Create an authentication backend for custom login in Django

- Andrés Cruz

En español

Create an authentication backend for custom login in Django

At this point you probably know that Django has a login module that is mainly designed to work with the admin; all this is free by simply creating a project in Django, since applications such as admin and login (auth):

INSTALLED_APPS = [
   
    'account',
    'django.contrib.admin',
    'django.contrib.auth',
    'django.contrib.contenttypes',
    'django.contrib.sessions',
    'django.contrib.messages',
    'django.contrib.staticfiles',
]

They come for free when creating a project in Django, now, surely at some point you will be interested in creating a custom process for the login, either to replace the original one, or more interesting, to use it in parallel; for this in our configuration file; settings.py, we have the following section (which we have to add if we want to create a custom login in Django):

AUTHENTICATION_BACKENDS = [
    'django.contrib.auth.backends.ModelBackend',
    'account.authentication.AuthByEmailBackend',
]

In which we can configure our authentication backends or to perform the login, as you want to see it; as you can see, it is a list, an iterable, therefore we can define more than one and this is excellent since Django will go one by one asking for the combination of username and password that we establish in the application one by one, and if the first in the false list goes to the second and so on until they are all covered; As you can see, it is a behavior that allows us to extend the basic operation of a Django application to handle login.
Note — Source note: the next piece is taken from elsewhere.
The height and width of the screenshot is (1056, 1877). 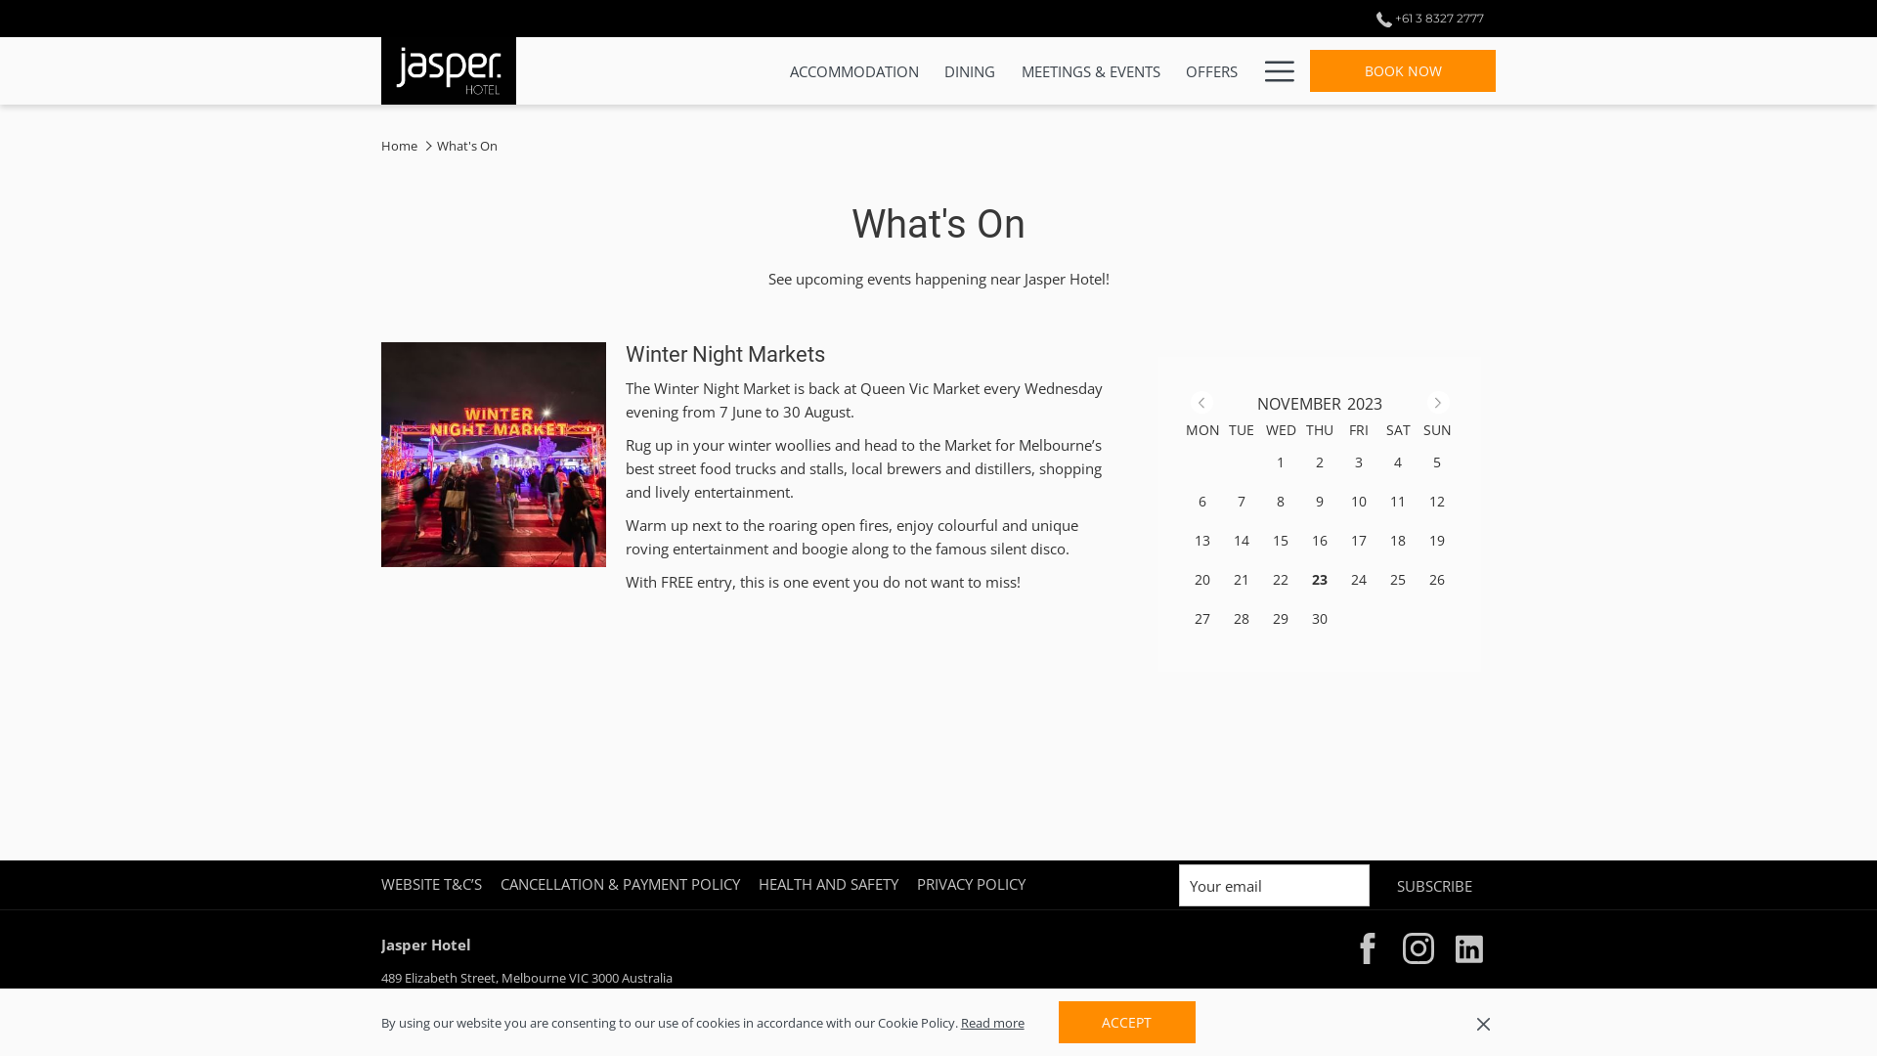 What do you see at coordinates (1127, 1023) in the screenshot?
I see `ACCEPT` at bounding box center [1127, 1023].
The first backend you define would be the one Django uses by default; the following would be a file that defines a class that we are going to create in this post.
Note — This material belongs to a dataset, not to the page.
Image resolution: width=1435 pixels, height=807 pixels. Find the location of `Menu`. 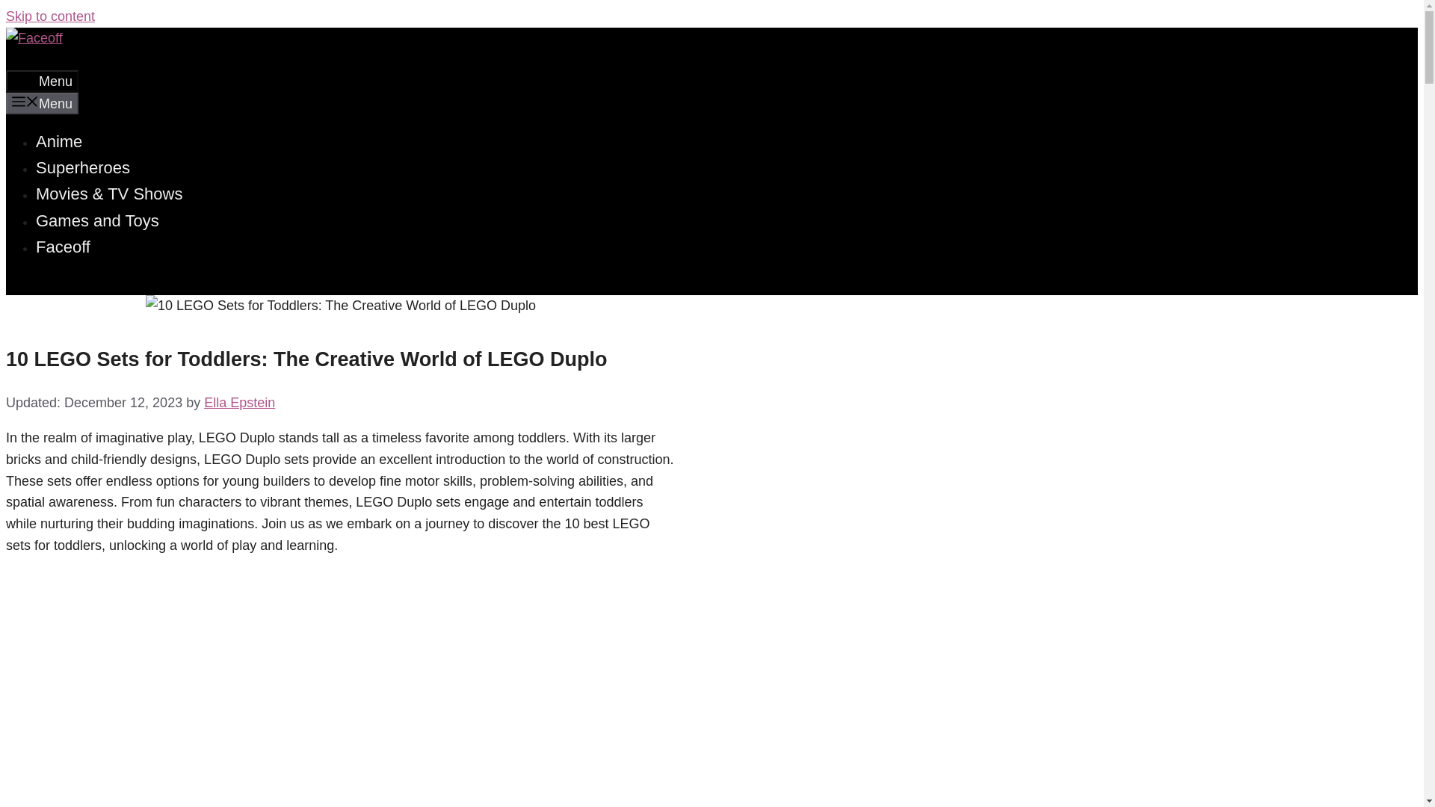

Creating our authentication class (Custom Login)

In this post we are going to see how to create a custom backend with Django; for this, the first thing we have to do is create a class, it's basically all we need, a class that we can then register in the list we saw above our settings.py; this class will be created of course, it is in a file with any name and it can be in any application of your project; for example, an application called:

python manage.py startapp account

In which we are going to create a file called authentication.py with the following content:

from django.contrib.auth.models import User
"""
    Login via email
"""
class AuthByEmailBackend:

    def authenticate(self, request, username=None, password=None):

        try:
            user = User.objects.get(email=username)
            if user.check_password(password):
                return user
        except User.DoesNotExist:
            return None

    def get_user(self, user_id):
        try:
            return User.objects.get(pk=user_id)
        except User.DoesNotExist:
            return None

Explain the above code

As you can see, it is any class, we do not have to inherit from anything, but it does have to have a method with the name authenticate that receives the request, in case you want to pass any additional data, and the username and password are mandatory. .
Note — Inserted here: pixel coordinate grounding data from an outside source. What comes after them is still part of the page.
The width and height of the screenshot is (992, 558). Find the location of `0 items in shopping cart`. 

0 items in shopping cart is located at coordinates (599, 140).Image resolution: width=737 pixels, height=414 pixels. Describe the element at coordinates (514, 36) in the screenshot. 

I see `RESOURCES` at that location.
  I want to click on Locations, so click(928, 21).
For the rest, everything remains to do the checks you want to do for the login, in this example, to expand the application, we also search for the email and then we check the hash of the password that Django uses internally for the creation of users; now with this, we go to our settings.py and add the reference to the new class:

AUTHENTICATION_BACKENDS = [
    'django.contrib.auth.backends.ModelBackend',
    'user.authentication.AuthByEmailBackend'
]

Remember that in your custom backend you can define any type of rules to make your custom login.